The Light Over the Ranges, Chapter One: The Chums of Chance Visit the Chicago World's Fair!

I think I'm going to give each chapter here a title. Whether these titles will be more descriptive, jokey, or efforts to imitate the chapter's particular idiom...remains to be seen. But it seems fun.

Here we are introduced to the Chums of Chance. The book ends with them flying in and ends, twelve-hundred-odd pages later, with them flying out. These are heroes of boys' adventure stories in the Tom Swift of Submarine Boys vein. They are:

Randolph St. Cosmo--he's the leader of the bunch; you know him well. Unfortunately, he has little or no personality behind that. Or so I remember thinking; maybe he will reveal himself to have heretofore hidden dimensions.

Lindsay Noseworth--the puritanical, fastidious second-in-command.

Miles Blundell--the ship's cook. In this first chapter he's presented as just clumsy, but later on he'll reveal himself as a kind of mystic.

Darby Suckling--a few years younger than the others; presented as a brat, as well as the crew's "factotum and mascotte."

Chick Counterfly--the newest member of the crew; uncultured and unruly. He just recently joined Chums after they rescued him when he was being pursued by the Klan. An interesting detail that hints at the difference between the levels of reality here, as well as the social problems that the novel addresses. Anyway, Chick's cool. If you were a Chum of Chance, you'd want to be Chick. Okay, maybe Miles.

Pugnax--the ship's doggie. We first see him reading Henry James' Princess Cassamassima, a book dealing with anarchism--as, indeed, does this one.

You would be forgiven for finding this first chapter, written more or less in the idiom of such books, to be a little twee, especially with the Pynchon addressing himself to "my young readers" and the like. Needless to say, this will change. Still, I find it kind of charming. There's one surprising moment of scatology that I had totally overlooked when first reading it: "Pugnax had also learned, like the rest of the crew, to respond to "calls of nature" by proceeding to the downwind side of the gondola, resulting in surprises among the surface populations below." Chums of Chance excrement just raining down. On one level clearly just a juvenile joke for the sake of it, but on another it emphasizes a certain disjuncture here: you do not expect a book like the Chums' (or almost any, really, but theirs especially) to deal with such things. It's also funny to read this and realize that oh my goodness, for how G-rated this first part is, there is SO MUCH graphic sex later on in the book.

Anyway, the title basically says what the chapter is about: we're introduced to the Chums as they approach Chicago for the 1893 World's Fair. The chapter end with a cryptic exchange between Randolph and Chick about how "north" is the same as "up." This will pay off way way way way WAY later in the book, but for the time being, it's worth noting this as an early example of the "doubling" theme that pervades the novel: multiple worlds. But different worlds...? Well, it depends on what you mean by "different."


→ TASK STATEMENT
Return all the data exactly, keeping the pictures out.

☆ ☆ ☆ ☆ ☆

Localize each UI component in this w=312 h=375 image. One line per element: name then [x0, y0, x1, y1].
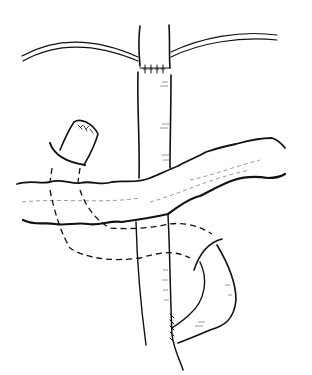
transverse-colon [17, 138, 285, 225]
vertical-bowel-segment [136, 25, 183, 370]
mesentery-strands [22, 34, 277, 61]
upper-anastomosis-sutures [140, 65, 170, 73]
closed-stump [50, 121, 98, 166]
illustration [0, 0, 312, 375]
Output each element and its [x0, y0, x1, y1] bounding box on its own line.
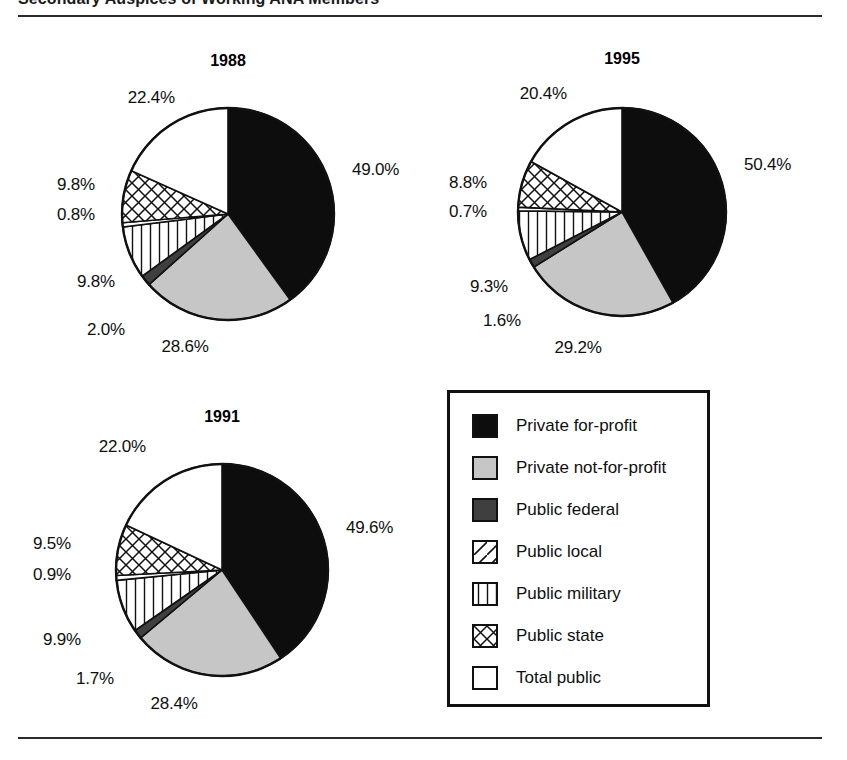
pie-1991: [113, 461, 331, 679]
pie-pct-label: 2.0%: [87, 320, 125, 340]
legend-row: Private not-for-profit: [472, 447, 697, 489]
pie-pct-label: 9.8%: [57, 175, 95, 195]
legend-label: Private for-profit: [516, 416, 637, 436]
pie-pct-label: 9.8%: [77, 272, 115, 292]
pie-pct-label: 50.4%: [744, 155, 791, 175]
pie-1988: [119, 105, 337, 323]
chart-title-1995: 1995: [542, 50, 702, 68]
pie-pct-label: 9.9%: [43, 630, 81, 650]
chart-title-1988: 1988: [148, 52, 308, 70]
legend-swatch-solid-dark: [472, 498, 498, 522]
pie-pct-label: 20.4%: [520, 84, 567, 104]
pie-pct-label: 49.6%: [346, 518, 393, 538]
pie-pct-label: 9.3%: [470, 277, 508, 297]
pie-pct-label: 0.7%: [449, 202, 487, 222]
pie-pct-label: 29.2%: [554, 338, 601, 358]
pie-pct-label: 9.5%: [33, 534, 71, 554]
legend-row: Public local: [472, 531, 697, 573]
legend-label: Public military: [516, 584, 621, 604]
legend-swatch-diag-forward: [472, 582, 498, 606]
legend-row: Public state: [472, 615, 697, 657]
chart-title-1991: 1991: [142, 408, 302, 426]
legend-swatch-solid-light: [472, 456, 498, 480]
legend-row: Private for-profit: [472, 405, 697, 447]
legend-label: Private not-for-profit: [516, 458, 666, 478]
pie-pct-label: 0.9%: [33, 565, 71, 585]
figure-title: Secondary Auspices of Working ANA Member…: [18, 0, 379, 8]
bottom-rule: [18, 737, 822, 739]
legend-row: Public military: [472, 573, 697, 615]
legend-label: Public federal: [516, 500, 619, 520]
legend-box: Private for-profitPrivate not-for-profit…: [447, 390, 710, 707]
pie-pct-label: 22.0%: [99, 437, 146, 457]
top-rule: [18, 15, 822, 17]
legend-row: Public federal: [472, 489, 697, 531]
legend-label: Public state: [516, 626, 604, 646]
pie-pct-label: 1.7%: [76, 669, 114, 689]
legend-swatch-white: [472, 666, 498, 690]
legend-label: Total public: [516, 668, 601, 688]
pie-pct-label: 22.4%: [128, 88, 175, 108]
pie-1995: [515, 105, 729, 319]
pie-pct-label: 0.8%: [57, 205, 95, 225]
legend-list: Private for-profitPrivate not-for-profit…: [472, 405, 697, 699]
pie-pct-label: 49.0%: [352, 160, 399, 180]
pie-pct-label: 28.6%: [161, 337, 208, 357]
legend-swatch-solid-black: [472, 414, 498, 438]
pie-pct-label: 8.8%: [449, 173, 487, 193]
legend-label: Public local: [516, 542, 602, 562]
legend-row: Total public: [472, 657, 697, 699]
pie-pct-label: 1.6%: [483, 311, 521, 331]
legend-swatch-diag-backward: [472, 540, 498, 564]
pie-pct-label: 28.4%: [150, 694, 197, 714]
figure-page: Secondary Auspices of Working ANA Member…: [0, 0, 847, 760]
legend-swatch-crosshatch: [472, 624, 498, 648]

☆ ☆ ☆ ☆ ☆

→ ANSWER TO THIS PROBLEM
Localize each UI component in this w=312 h=375 image. One line per element: name then [x0, y0, x1, y1].
transverse-colon [17, 138, 285, 225]
vertical-bowel-segment [136, 25, 183, 370]
mesentery-strands [22, 34, 277, 61]
upper-anastomosis-sutures [140, 65, 170, 73]
closed-stump [50, 121, 98, 166]
illustration [0, 0, 312, 375]
Output each element and its [x0, y0, x1, y1] bounding box on its own line.
pie-1991: [113, 461, 331, 679]
pie-pct-label: 2.0%: [87, 320, 125, 340]
legend-row: Private not-for-profit: [472, 447, 697, 489]
pie-pct-label: 9.8%: [57, 175, 95, 195]
legend-label: Private for-profit: [516, 416, 637, 436]
pie-pct-label: 9.8%: [77, 272, 115, 292]
pie-pct-label: 50.4%: [744, 155, 791, 175]
pie-1988: [119, 105, 337, 323]
chart-title-1995: 1995: [542, 50, 702, 68]
pie-pct-label: 9.9%: [43, 630, 81, 650]
chart-title-1988: 1988: [148, 52, 308, 70]
legend-swatch-solid-dark: [472, 498, 498, 522]
pie-pct-label: 20.4%: [520, 84, 567, 104]
pie-pct-label: 49.6%: [346, 518, 393, 538]
pie-pct-label: 9.3%: [470, 277, 508, 297]
pie-pct-label: 0.7%: [449, 202, 487, 222]
pie-pct-label: 29.2%: [554, 338, 601, 358]
pie-pct-label: 9.5%: [33, 534, 71, 554]
legend-row: Public local: [472, 531, 697, 573]
legend-label: Public military: [516, 584, 621, 604]
legend-swatch-diag-forward: [472, 582, 498, 606]
legend-row: Public state: [472, 615, 697, 657]
chart-title-1991: 1991: [142, 408, 302, 426]
legend-swatch-solid-light: [472, 456, 498, 480]
legend-row: Private for-profit: [472, 405, 697, 447]
legend-label: Private not-for-profit: [516, 458, 666, 478]
pie-pct-label: 0.9%: [33, 565, 71, 585]
figure-title: Secondary Auspices of Working ANA Member…: [18, 0, 379, 8]
bottom-rule: [18, 737, 822, 739]
legend-row: Public military: [472, 573, 697, 615]
legend-label: Public federal: [516, 500, 619, 520]
legend-box: Private for-profitPrivate not-for-profit…: [447, 390, 710, 707]
pie-pct-label: 22.0%: [99, 437, 146, 457]
top-rule: [18, 15, 822, 17]
legend-row: Public federal: [472, 489, 697, 531]
legend-label: Public state: [516, 626, 604, 646]
pie-pct-label: 1.7%: [76, 669, 114, 689]
legend-swatch-white: [472, 666, 498, 690]
legend-label: Total public: [516, 668, 601, 688]
pie-pct-label: 22.4%: [128, 88, 175, 108]
pie-1995: [515, 105, 729, 319]
pie-pct-label: 0.8%: [57, 205, 95, 225]
legend-list: Private for-profitPrivate not-for-profit…: [472, 405, 697, 699]
pie-pct-label: 49.0%: [352, 160, 399, 180]
pie-pct-label: 28.6%: [161, 337, 208, 357]
legend-swatch-solid-black: [472, 414, 498, 438]
pie-pct-label: 8.8%: [449, 173, 487, 193]
legend-label: Public local: [516, 542, 602, 562]
legend-row: Total public: [472, 657, 697, 699]
pie-pct-label: 1.6%: [483, 311, 521, 331]
legend-swatch-diag-backward: [472, 540, 498, 564]
pie-pct-label: 28.4%: [150, 694, 197, 714]
figure-page: Secondary Auspices of Working ANA Member…: [0, 0, 847, 760]
legend-swatch-crosshatch: [472, 624, 498, 648]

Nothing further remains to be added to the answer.